++++ Data provided ++++
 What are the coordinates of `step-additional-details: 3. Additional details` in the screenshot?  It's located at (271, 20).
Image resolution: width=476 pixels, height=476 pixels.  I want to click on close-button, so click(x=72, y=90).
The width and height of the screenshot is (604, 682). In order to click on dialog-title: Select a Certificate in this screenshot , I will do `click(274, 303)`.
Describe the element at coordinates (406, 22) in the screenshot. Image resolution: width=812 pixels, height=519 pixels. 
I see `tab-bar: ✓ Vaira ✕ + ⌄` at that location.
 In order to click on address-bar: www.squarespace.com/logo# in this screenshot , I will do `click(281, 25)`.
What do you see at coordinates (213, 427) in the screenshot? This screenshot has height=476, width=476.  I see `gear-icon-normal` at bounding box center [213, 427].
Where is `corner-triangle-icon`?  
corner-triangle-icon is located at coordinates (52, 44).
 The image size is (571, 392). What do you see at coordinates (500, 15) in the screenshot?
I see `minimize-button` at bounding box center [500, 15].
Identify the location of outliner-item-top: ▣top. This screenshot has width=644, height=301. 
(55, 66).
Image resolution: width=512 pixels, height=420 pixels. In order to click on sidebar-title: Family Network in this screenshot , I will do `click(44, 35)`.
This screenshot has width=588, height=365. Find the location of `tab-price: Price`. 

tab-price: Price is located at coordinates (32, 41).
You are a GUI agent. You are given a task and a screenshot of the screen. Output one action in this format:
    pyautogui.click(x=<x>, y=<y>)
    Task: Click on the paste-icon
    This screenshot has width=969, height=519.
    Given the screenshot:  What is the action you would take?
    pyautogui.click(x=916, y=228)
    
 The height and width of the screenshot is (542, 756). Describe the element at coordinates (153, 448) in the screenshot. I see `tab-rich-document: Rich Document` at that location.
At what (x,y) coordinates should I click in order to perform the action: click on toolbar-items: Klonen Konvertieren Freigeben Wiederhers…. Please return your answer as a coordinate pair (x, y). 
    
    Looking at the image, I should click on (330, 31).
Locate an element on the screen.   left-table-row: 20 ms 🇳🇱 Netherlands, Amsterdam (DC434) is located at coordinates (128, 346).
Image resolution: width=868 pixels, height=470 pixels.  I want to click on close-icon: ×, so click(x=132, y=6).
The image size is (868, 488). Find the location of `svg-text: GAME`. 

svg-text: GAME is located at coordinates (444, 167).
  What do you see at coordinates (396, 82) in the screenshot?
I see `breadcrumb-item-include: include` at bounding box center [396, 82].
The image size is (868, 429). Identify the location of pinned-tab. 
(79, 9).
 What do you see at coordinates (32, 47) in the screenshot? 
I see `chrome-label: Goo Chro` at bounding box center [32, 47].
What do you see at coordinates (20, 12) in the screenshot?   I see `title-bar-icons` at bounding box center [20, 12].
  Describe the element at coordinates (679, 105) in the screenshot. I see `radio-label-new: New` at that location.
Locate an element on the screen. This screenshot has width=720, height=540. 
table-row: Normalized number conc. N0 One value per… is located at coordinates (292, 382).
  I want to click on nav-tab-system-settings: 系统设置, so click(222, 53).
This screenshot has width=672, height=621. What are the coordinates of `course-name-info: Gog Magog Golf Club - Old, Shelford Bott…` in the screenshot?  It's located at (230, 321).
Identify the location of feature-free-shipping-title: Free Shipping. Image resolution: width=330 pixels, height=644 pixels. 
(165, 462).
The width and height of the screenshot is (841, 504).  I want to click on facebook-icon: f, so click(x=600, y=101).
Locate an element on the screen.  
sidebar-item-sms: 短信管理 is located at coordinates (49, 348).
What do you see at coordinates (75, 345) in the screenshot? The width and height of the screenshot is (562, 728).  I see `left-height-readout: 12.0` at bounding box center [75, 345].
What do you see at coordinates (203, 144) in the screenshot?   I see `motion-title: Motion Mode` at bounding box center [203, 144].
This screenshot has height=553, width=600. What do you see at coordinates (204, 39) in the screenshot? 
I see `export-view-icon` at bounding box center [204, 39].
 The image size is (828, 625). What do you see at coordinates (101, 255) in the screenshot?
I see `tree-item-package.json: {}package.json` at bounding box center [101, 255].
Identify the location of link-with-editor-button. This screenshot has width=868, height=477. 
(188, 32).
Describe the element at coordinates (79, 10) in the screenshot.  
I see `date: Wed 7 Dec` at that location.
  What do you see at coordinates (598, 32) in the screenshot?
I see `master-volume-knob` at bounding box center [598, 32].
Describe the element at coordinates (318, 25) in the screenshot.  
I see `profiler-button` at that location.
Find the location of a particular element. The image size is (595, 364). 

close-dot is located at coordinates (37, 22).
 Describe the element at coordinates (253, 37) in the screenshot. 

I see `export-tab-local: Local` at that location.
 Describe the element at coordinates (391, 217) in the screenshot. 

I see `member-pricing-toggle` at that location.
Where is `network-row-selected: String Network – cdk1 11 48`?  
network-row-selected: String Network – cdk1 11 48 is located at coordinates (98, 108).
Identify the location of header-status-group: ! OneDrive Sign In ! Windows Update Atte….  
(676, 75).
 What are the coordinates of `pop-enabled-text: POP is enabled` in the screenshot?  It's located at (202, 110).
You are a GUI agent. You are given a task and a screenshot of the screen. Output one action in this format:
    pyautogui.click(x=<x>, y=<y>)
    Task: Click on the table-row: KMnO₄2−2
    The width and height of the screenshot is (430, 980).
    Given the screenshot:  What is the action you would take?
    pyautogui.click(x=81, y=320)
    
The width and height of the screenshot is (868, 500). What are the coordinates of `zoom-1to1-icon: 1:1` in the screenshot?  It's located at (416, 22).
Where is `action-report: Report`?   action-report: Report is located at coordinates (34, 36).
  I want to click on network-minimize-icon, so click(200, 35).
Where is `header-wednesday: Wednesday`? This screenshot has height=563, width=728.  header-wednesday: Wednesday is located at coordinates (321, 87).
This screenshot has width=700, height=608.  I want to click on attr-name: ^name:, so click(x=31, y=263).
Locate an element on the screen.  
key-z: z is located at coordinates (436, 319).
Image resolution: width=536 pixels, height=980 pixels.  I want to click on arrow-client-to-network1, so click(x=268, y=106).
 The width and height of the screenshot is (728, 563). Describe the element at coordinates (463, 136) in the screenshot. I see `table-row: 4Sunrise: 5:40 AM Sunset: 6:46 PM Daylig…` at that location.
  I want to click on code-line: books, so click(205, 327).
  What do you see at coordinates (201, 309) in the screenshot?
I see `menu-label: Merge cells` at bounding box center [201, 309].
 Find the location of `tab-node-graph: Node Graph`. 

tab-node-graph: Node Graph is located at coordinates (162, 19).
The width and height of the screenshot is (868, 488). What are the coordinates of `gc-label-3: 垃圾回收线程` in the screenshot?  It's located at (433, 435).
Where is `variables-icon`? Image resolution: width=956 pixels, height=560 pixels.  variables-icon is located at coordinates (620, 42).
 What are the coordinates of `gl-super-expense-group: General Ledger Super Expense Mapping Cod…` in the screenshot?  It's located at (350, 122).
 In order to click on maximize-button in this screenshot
++++
**What the exercise asks:**
Give only the number of lines in the material above that hold the word "will".

**Exercise result:**
3